In these cool, quiet nights Captain Gringo trails the highlands with his profile low and his Maxim ready. It's been a year of hell fighting his way through three revolutions and a U.S. court-martial. He's wanted by the U.S. Cavalry and even more by certain ladies. For now, all the Captain wants is some drinkable beer and serviceable women.
There's a funny tingling, though, at the back of his neck that warns him his vacation's over. He's right. Before this little trip to Costa Rica ends, Captain Gringo will have a job â€" masterminding an attack on three of the world's major powers.
ABOUT THE AUTHOR
Lou Cameron (June 20, 1924 - November 25, 2010) was an American novelist and a comic book creator. He was born in San Francisco in 1924 to Lou Cameron Sr. and Ruth Marvin Cameron, a vaudeville comedian and his vocalist wife. Cameron served in Europe during World War II in the U.S. Army's 2nd Armored Division ("Hell On Wheels"). Before becoming a writer, Cameron illustrated comics such as Classics Illustrated and miscellaneous horror comics. One of his first written stories, "The Last G.I.," is a science Other fiction story about American soldiers struggling to survive in a nuclear battlefield. It appeared in Real War (volume 2 number 2, October 1958).
The film to book adaptations he wrote include None But the Brave starring Frank Sinatra,California Split, Sky Riders starring James Coburn, Hannibal Brooks starring Oliver Reed and an epic volume based on a number of scripts for the award winning CBS miniseries How the West Was Won (not to be confused with the novelization by Louis L'amour of the identically titled feature film, although the TV series was loosely based on that film.)
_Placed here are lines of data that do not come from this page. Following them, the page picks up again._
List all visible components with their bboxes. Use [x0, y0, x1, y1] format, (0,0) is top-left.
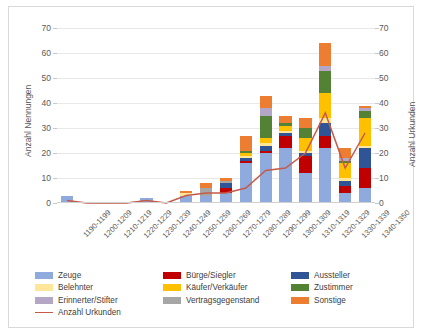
- y-tick-right: 70: [379, 24, 405, 32]
- legend-swatch: [35, 272, 53, 279]
- legend-swatch: [35, 312, 53, 313]
- legend-item[interactable]: Vertragsgegenstand: [163, 294, 259, 306]
- y-tick-left: 40: [25, 99, 51, 107]
- y-tick-left: 20: [25, 149, 51, 157]
- legend-label: Belehnter: [58, 283, 93, 292]
- legend-label: Anzahl Urkunden: [58, 308, 121, 317]
- y-tick-mark-right: [375, 178, 379, 179]
- y-tick-right: 10: [379, 174, 405, 182]
- line-series-overlay: [57, 28, 375, 203]
- y-tick-right: 20: [379, 149, 405, 157]
- y-tick-mark-right: [375, 78, 379, 79]
- y-tick-left: 70: [25, 24, 51, 32]
- legend-label: Käufer/Verkäufer: [186, 283, 247, 292]
- plot-area: [57, 28, 375, 203]
- legend-swatch: [35, 297, 53, 304]
- legend-item[interactable]: Zeuge: [35, 269, 81, 281]
- legend-label: Bürge/Siegler: [186, 271, 236, 280]
- legend-swatch: [291, 272, 309, 279]
- legend-item[interactable]: Aussteller: [291, 269, 350, 281]
- y-tick-left: 10: [25, 174, 51, 182]
- y-tick-mark-right: [375, 128, 379, 129]
- legend-label: Zeuge: [58, 271, 81, 280]
- legend-item[interactable]: Erinnerter/Stifter: [35, 294, 118, 306]
- y-tick-right: 50: [379, 74, 405, 82]
- y-tick-left: 30: [25, 124, 51, 132]
- legend-swatch: [163, 284, 181, 291]
- legend-item[interactable]: Zustimmer: [291, 282, 353, 294]
- legend-item[interactable]: Sonstige: [291, 294, 346, 306]
- legend-item[interactable]: Bürge/Siegler: [163, 269, 236, 281]
- legend-item[interactable]: Anzahl Urkunden: [35, 307, 121, 319]
- y-tick-mark-right: [375, 28, 379, 29]
- y-tick-right: 30: [379, 124, 405, 132]
- legend-label: Sonstige: [314, 296, 346, 305]
- legend-swatch: [163, 297, 181, 304]
- legend-label: Erinnerter/Stifter: [58, 296, 118, 305]
- y-tick-mark-right: [375, 203, 379, 204]
- y-tick-left: 60: [25, 49, 51, 57]
- legend-item[interactable]: Belehnter: [35, 282, 93, 294]
- chart-legend: ZeugeBürge/SieglerAusstellerBelehnterKäu…: [35, 269, 387, 321]
- y-tick-right: 40: [379, 99, 405, 107]
- y-tick-mark-right: [375, 103, 379, 104]
- legend-item[interactable]: Käufer/Verkäufer: [163, 282, 247, 294]
- y-tick-right: 0: [379, 199, 405, 207]
- legend-swatch: [163, 272, 181, 279]
- y-tick-mark-left: [53, 203, 57, 204]
- x-axis-labels: 1190-11991200-12091210-12191220-12291230…: [57, 205, 375, 267]
- chart-container: Anzahl Nennungen Anzahl Urkunden 0102030…: [8, 6, 414, 328]
- y-axis-left-title: Anzahl Nennungen: [23, 85, 33, 157]
- anzahl-urkunden-line: [67, 113, 365, 203]
- legend-swatch: [291, 284, 309, 291]
- y-tick-mark-right: [375, 153, 379, 154]
- x-axis-line: [57, 202, 375, 203]
- y-tick-left: 0: [25, 199, 51, 207]
- legend-label: Vertragsgegenstand: [186, 296, 259, 305]
- legend-swatch: [35, 284, 53, 291]
- y-tick-mark-right: [375, 53, 379, 54]
- legend-swatch: [291, 297, 309, 304]
- legend-label: Aussteller: [314, 271, 350, 280]
- y-tick-right: 60: [379, 49, 405, 57]
- legend-label: Zustimmer: [314, 283, 353, 292]
- y-tick-left: 50: [25, 74, 51, 82]
- y-axis-right-title: Anzahl Urkunden: [407, 102, 417, 167]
He also wrote two novels based on TV series: an original, The Outsider, based on the Private Eye series starring Darren McGavin (alone among Cameron's tie-ins, it's written in the first person, from the POV of its main character, P.I. David Ross, a device inspired by the main character's voice-over commentary in the episodes); and "A Praying Mantis Kills", one of the novelizations of the Kung Fu television series, under the "house name" (shared pseudonym provided by the publisher) "Howard Lee". (The three other books in that series were written, also as Howard Lee, by Barry N. Maltzberg and Ron Goulart.) .
Between 1979 and 1986, using the pseudonym "Ramsay Thorne", pulp fictioneer extra-ordinaire Lou Cameron wrote 36 "Captain Gringo" adult western novels featuring as protagonist Richard Walker, better known as "Captain Gringo".
He has received awards such as the Golden Spur for his Western writings. He wrote an estimated 300 novels.